The earth is languishing for more contemplatives. We have not even been courteous to her, much less respectful. We have never sincerely asked forgiveness for our massive exploitation of her. We have failed to see that she is numinous and to treat her with proper deference as our mother. It is time now for the child to mother the mother. Nothing less than a mysticism that can perceive the diaphany of the divine at the heart of matter itself is capable of experiencing mystical union with nature. Even if we have not had a vivid mystical experience, we can learn in prayer to meditate on what the union could imply.
In our secret yearnings
we wait for your coming,
and in our grinding despair
we doubt that you will...
Give us the grace and the impatience
to wait for your coming to the bottom of our toes,
to the edges of our fingertips.
We do not want our several worlds to end.
Come in your power
and come in your weakness
in any case
and make all things new.
~ Walter Brueggemann in AWED TO HEAVEN, ROOTED IN EARTH
No wonder the prophet weeps yet —
We begin again but not innocent...
And we feebly watch for you and wait.
Teach us how to weep while we wait,
and how to hope while we weep,
and how to care while we hope.
~ from "Teach Us How To Weep" in AWED TO HEAVEN, ROOTED IN EARTH: PRAYERS OF WALTER BRUEGGEMANN
Hope is a human act of commitment to and investment in the future. Hope is an act of human courage that refuses to cherish the present too much or be reduced to despair by present circumstance. Hope is the capacity to relinquish the present for the sake of what is imagined to be a reachable future...
Sureness about God's large resolve...is a summons...Now is the time for yielding justice, for foolish forgiveness, for outrageous generosity, for elaborate hospitality. None of these acts can come from fear, anxiety, or despair. But they are all acts that evoke new futures that the fearful think are impossible. Hope in the end is a contradiction of the dominant version of reality...it is at the root of human well-being, for ourselves as for all our would-be neighbors.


** About this task **
From the records below, copy each line that has the word "Flutter" in it.

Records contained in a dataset
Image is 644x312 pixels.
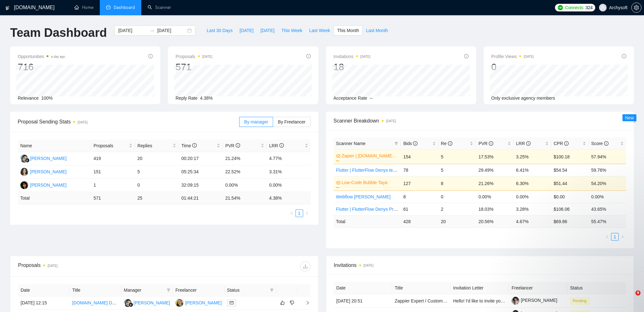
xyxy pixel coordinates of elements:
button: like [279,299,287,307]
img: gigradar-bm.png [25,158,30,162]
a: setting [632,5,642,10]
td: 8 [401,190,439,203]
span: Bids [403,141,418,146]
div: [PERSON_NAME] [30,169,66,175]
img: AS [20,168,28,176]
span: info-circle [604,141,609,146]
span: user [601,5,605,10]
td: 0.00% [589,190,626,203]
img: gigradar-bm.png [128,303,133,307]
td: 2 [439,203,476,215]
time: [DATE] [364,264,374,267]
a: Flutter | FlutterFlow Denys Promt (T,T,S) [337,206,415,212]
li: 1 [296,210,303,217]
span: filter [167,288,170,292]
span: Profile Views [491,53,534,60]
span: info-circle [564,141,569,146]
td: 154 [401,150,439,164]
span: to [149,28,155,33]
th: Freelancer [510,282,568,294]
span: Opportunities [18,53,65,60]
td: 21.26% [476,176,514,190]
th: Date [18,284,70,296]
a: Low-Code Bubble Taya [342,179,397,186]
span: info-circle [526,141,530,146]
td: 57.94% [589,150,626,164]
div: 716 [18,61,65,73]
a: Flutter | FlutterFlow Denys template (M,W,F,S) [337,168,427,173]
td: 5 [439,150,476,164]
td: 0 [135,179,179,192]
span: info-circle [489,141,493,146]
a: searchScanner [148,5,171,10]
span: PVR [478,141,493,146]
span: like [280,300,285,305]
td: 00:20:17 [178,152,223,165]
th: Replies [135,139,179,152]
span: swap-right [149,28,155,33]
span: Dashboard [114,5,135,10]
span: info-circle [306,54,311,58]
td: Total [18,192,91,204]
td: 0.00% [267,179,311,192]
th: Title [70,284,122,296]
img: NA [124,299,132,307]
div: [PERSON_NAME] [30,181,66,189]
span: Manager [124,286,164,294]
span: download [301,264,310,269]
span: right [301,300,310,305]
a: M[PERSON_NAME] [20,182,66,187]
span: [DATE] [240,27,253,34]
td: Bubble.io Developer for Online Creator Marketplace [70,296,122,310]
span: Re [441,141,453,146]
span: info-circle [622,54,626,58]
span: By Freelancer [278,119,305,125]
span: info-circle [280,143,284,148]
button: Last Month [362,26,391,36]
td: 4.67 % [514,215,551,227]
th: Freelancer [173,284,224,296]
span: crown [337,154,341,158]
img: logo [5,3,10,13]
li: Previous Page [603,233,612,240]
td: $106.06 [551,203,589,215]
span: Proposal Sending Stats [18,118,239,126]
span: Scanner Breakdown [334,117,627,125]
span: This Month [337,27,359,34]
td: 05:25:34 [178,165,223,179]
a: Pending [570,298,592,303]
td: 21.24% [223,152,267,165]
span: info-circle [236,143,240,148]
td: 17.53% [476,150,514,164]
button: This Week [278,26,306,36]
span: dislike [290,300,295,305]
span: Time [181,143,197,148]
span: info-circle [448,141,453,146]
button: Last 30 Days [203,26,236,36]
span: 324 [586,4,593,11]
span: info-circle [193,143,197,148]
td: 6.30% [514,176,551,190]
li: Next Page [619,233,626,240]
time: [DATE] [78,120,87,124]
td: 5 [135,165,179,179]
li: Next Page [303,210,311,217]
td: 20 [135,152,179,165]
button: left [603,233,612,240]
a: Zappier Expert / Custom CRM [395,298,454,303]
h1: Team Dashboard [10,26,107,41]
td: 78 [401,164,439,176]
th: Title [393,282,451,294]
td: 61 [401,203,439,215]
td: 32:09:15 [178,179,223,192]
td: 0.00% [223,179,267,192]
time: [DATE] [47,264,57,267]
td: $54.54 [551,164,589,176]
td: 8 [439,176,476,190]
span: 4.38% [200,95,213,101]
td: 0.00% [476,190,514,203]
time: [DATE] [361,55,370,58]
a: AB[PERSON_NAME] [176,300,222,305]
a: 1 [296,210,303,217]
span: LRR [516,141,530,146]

** Worked solution **
a: Flutter | FlutterFlow Denys Promt (T,T,S) [337,206,415,212]
a: Flutter | FlutterFlow Denys template (M,W,F,S) [337,168,427,173]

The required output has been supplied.